Jackson Sees Clinton Campaign as So-So
| Washington
IN the middle of a nationwide voter-registration campaign aimed largely at minorities, youth, and urban residents, Jesse Jackson acknowledged Thursday he couldn't say there was much enthusiasm in those camps for the Democratic ticket.
"We have a lot riding on Clinton and the people surrounding him. We have no such leverage on the Republican side," Mr.
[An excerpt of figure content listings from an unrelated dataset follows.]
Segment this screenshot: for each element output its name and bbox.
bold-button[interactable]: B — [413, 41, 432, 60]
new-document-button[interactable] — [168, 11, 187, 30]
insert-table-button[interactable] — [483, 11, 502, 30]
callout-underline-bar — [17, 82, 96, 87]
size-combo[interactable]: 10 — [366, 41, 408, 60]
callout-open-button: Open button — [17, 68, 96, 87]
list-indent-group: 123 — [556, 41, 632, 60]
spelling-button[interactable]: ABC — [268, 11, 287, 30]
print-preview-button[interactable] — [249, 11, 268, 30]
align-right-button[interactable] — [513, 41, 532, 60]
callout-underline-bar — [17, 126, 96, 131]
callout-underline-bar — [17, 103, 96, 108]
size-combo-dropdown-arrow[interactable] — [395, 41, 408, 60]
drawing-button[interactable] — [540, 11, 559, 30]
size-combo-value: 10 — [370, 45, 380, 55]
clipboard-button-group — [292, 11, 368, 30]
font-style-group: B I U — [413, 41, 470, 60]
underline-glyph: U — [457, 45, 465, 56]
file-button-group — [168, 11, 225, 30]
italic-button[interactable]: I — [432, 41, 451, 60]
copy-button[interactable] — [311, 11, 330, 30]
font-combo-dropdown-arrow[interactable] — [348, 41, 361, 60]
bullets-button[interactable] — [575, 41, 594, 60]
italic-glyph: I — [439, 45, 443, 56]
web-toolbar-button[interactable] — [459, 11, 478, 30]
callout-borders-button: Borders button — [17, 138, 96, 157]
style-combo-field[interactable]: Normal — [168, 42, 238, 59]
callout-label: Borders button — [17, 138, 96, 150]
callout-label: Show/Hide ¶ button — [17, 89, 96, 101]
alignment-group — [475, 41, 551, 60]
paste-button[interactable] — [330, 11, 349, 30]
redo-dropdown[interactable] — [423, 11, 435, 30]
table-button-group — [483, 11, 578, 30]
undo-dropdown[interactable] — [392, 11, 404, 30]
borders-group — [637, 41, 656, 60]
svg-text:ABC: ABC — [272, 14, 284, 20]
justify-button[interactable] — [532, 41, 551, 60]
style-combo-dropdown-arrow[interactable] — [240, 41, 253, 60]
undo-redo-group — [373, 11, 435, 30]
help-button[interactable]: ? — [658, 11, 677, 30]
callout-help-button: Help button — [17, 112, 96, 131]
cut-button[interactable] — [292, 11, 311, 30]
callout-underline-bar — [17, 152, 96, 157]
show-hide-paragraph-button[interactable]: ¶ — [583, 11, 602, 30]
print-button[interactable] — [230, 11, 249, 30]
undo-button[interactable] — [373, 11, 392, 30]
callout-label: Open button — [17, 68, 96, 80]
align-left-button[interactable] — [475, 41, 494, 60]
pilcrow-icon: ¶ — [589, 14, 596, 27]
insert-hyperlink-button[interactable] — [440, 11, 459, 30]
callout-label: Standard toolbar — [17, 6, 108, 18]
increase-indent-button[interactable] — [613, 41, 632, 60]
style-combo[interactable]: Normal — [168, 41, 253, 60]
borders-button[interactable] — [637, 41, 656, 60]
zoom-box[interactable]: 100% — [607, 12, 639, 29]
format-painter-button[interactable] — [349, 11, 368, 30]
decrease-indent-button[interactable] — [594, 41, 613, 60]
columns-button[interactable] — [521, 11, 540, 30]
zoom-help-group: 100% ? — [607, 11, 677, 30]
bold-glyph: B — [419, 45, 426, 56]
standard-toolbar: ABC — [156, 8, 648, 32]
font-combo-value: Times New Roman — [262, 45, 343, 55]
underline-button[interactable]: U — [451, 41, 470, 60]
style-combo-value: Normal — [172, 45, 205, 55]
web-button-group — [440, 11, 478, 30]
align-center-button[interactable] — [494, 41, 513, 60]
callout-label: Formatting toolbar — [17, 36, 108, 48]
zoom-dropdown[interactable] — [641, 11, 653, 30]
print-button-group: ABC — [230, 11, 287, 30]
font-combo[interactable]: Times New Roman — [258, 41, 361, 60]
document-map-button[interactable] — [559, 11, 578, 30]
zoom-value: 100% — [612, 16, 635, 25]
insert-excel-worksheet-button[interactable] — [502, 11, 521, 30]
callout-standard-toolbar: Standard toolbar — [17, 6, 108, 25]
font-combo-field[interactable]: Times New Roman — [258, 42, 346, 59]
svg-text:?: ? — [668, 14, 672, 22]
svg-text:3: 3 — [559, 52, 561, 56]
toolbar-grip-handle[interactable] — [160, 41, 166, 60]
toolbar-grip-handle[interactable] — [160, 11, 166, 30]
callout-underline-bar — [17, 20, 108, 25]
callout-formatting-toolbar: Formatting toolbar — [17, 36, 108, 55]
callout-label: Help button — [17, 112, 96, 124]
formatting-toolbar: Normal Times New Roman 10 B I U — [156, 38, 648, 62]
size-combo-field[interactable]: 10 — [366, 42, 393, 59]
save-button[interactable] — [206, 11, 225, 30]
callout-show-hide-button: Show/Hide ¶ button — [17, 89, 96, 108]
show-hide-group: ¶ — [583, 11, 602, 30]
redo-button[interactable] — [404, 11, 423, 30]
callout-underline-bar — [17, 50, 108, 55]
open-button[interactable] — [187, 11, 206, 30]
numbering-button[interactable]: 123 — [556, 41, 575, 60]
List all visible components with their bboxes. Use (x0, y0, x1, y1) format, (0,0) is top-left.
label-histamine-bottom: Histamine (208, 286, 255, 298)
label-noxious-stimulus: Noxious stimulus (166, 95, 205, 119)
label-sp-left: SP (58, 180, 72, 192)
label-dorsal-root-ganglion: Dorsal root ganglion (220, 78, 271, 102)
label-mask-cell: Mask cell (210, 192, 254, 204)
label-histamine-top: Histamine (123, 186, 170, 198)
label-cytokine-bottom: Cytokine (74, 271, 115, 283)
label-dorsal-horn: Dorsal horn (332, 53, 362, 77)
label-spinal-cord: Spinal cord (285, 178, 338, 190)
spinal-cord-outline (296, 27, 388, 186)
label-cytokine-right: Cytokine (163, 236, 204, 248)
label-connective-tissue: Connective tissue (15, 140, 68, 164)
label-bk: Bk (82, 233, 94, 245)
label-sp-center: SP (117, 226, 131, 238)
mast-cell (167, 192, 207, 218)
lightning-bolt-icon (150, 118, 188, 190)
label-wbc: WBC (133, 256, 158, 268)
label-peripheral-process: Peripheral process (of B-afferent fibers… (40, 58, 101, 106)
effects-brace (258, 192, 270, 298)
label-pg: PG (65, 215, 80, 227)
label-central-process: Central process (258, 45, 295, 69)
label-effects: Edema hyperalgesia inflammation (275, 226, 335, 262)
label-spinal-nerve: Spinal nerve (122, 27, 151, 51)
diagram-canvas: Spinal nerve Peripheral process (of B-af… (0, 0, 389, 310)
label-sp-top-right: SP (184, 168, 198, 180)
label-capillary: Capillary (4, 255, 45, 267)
Jackson told reporters at a Monitor breakfast. "There are many who feel they are without ... sufficient enthusiasm, and they're in this anybody-but-Bush frame of reference. [They feel] that we may not like this or that tactic [by the Democrats] but we must defeat the Reagan-Bush cycle."
"The success the ticket is now enjoying [in the polls] has a lot to do with economic conditions... more than [party] strategy," he said.
On his voter-registration campaign, which will continue through next week and then will become a get-out-the-vote effort for the Democratic Party, Jackson says he sees people across the social spectrum bound by the "economic crisis."
But he said that enthusiasm is highest among those that Clinton has targeted - suburbanites, not poorer, urban minorities.
Jackson, who has had a cool relationship with Clinton and has not yet met to talk at length with the candidate, expressed support for the candidate but, similar to the voters he's seeing these days, he was less than enthusiastic himself.
He gave a lukewarm comparison of Clinton's campaign to reach all corners of the electorate with Bush's this way: "He's reaching out some, Bush is reaching out none."
Jackson said that the minority vote, traditionally Democratic but also traditionally difficult for candidates to rally, could make the difference for a candidate like Clinton if the race were to draw closer than polls now indicate.
"My hope is that the people's enthusiasm will correspond to their real needs by election day," he said of the economic "pain" he is seeing.